Granular Layer , Cornified Layer & The Regulation of Epidermal Proliferation and Differentiation

Granular Layer

The most superficial layer of the epidermis containing living cells, the granular layer or stratum granulosum, is composed of flattened cells holding abundant keratohyaline granules in their cytoplasm. These cells are responsible for further synthesis and modification of proteins involved in keratinization (Chu, 2008). The granular layer varies in thickness in proportion to that of the overlying horny cell layer. For example, under thin cornified layer areas, the granular layer may be only 1–3 cell layers in thickness, whereas under the palms of the hands and soles of the feet the granular layer may be 10 times this thickness. A very thin or absent granular layer can lead to extensive parakeratosis in which the nuclei of keratinocytes persist as the cells move into the stratum corneum, resulting in psoriasis (Murphy, 1997). The keratohyaline granules are deeply basophilic and irregular in shape and size, and they are necessary in the formation of both the interfibrillary matrix that holds keratin filaments together and the inner lining of the horny cells. Enzymatic action of the keratohyaline granules results in the production of “soft” keratin in the epidermis by providing periodic cutting of keratin filaments. In contrast, the hair and nails do not contain keratohyaline granules, and the tonofibril filaments traversing the cell cytoplasm will harden because of the incorporation of disulfide bonds, producing “hard” keratin in those structures (Matoltsy, 1976; Schwarz, 1979). Lysosomal enzymes present only in small amounts in the stratum basalis and stratum spinosum are found at high levels in the stratum granulosum because the granular layer is a keratogenous zone of the epidermis. Here, the dissolution of cellular organelles is prepared as the cells of the granular layer undergo the abrupt terminal differentiation process to a horny cell of the cornified layer (Chu, 2008).

Cornified Layer




Horny cells (corneocytes) of the cornified layer provide mechanical protection to the underlying epidermis and a barrier to prevent water loss and invasion by foreign substances (Jackson, Williams, Feingold, & Elias, 1993). The corneocytes, which are rich in protein and low in lipid content, are surrounded by a continuous extracellular lipid matrix (Chu, 2008). The large, flat, polyhedral-shaped horny cells have lost their nuclei during terminal differentiation and technically are considered to be dead (Chu; Murphy, 1997). The physical and biochemical properties of cells in the cornified layer vary in accordance with position in order to promote desquamation moving outward. For instance, cells in the middle have a much higher capacity for water-binding than the deeper layers because of the high concentration of free amino acids found in the cytoplasm of middle layer cells. The deep cells also are more densely compact and display a greater array of intercellular attachments than the more superficial layers. Desmosomes undergo proteolytic degradation as the cells progress outward, contributing to the shedding of corneocytes during desquamation (Haake & Hollbrook, 1999).

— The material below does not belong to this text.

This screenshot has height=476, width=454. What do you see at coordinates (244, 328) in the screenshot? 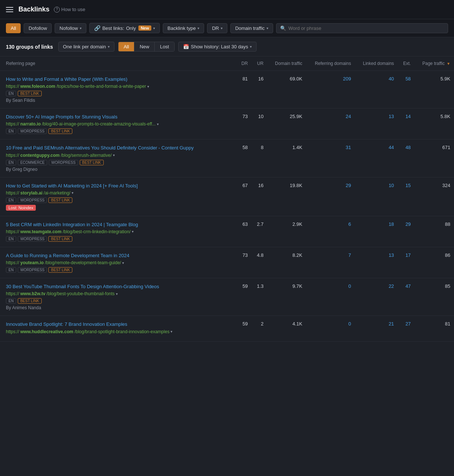
I see `dr-value: 59` at bounding box center [244, 328].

The Regulation of Epidermal Proliferation and Differentiation

As a perpetually regenerating tissue, the epidermis must maintain a relatively constant number of cells as well as regulate the interactions and junctions between epidermal cells. Adhesions between keratinocytes, the interactions of keratinocytes and immigrant cells, the adhesion between the basal lamina and the underlying dermis, and the process of terminal differentiation to produce corneocytes must be regulated as cells relocate during development as well as throughout life (Haake & Hollbrook, 1999). Epidermal morphogenesis and differentiation is regulated in part by the underlying dermis, which also plays a critical role in the maintenance of postnatal structure and function. The epidermal-dermal interface is also a key site in the development of epidermal appendages. The maintenance of a constant epidermal thickness depends also on intrinsic properties of epidermal cells, such as the ability to undergo apoptosis, programmed cell death. Apoptosis follows an orderly pattern of morphologic and biochemical changes resulting in cell death without injury to neighboring cells, as is often the case in necrosis. This major homeostatic mechanism is regulated by a number of cellular signaling molecules including hormones, growth factors, and cytokines. In the skin, apoptosis is important in developmental remodeling, regulation of cell numbers, and defense against mutated, virus-infected, or otherwise damaged cells. Terminal differentiation is a type of apoptosis evolved to convert the keratinocyte into the protective corneocyte (Haake & Hollbrook, 1999). The disruption of dynamic equilibrium maintaining constant epidermal thickness can result in conditions such as psoriasis, whereas the dysregulation of apoptosis is often seen in tumors of the skin (Kerr, Wyllie, & Currie, 1972).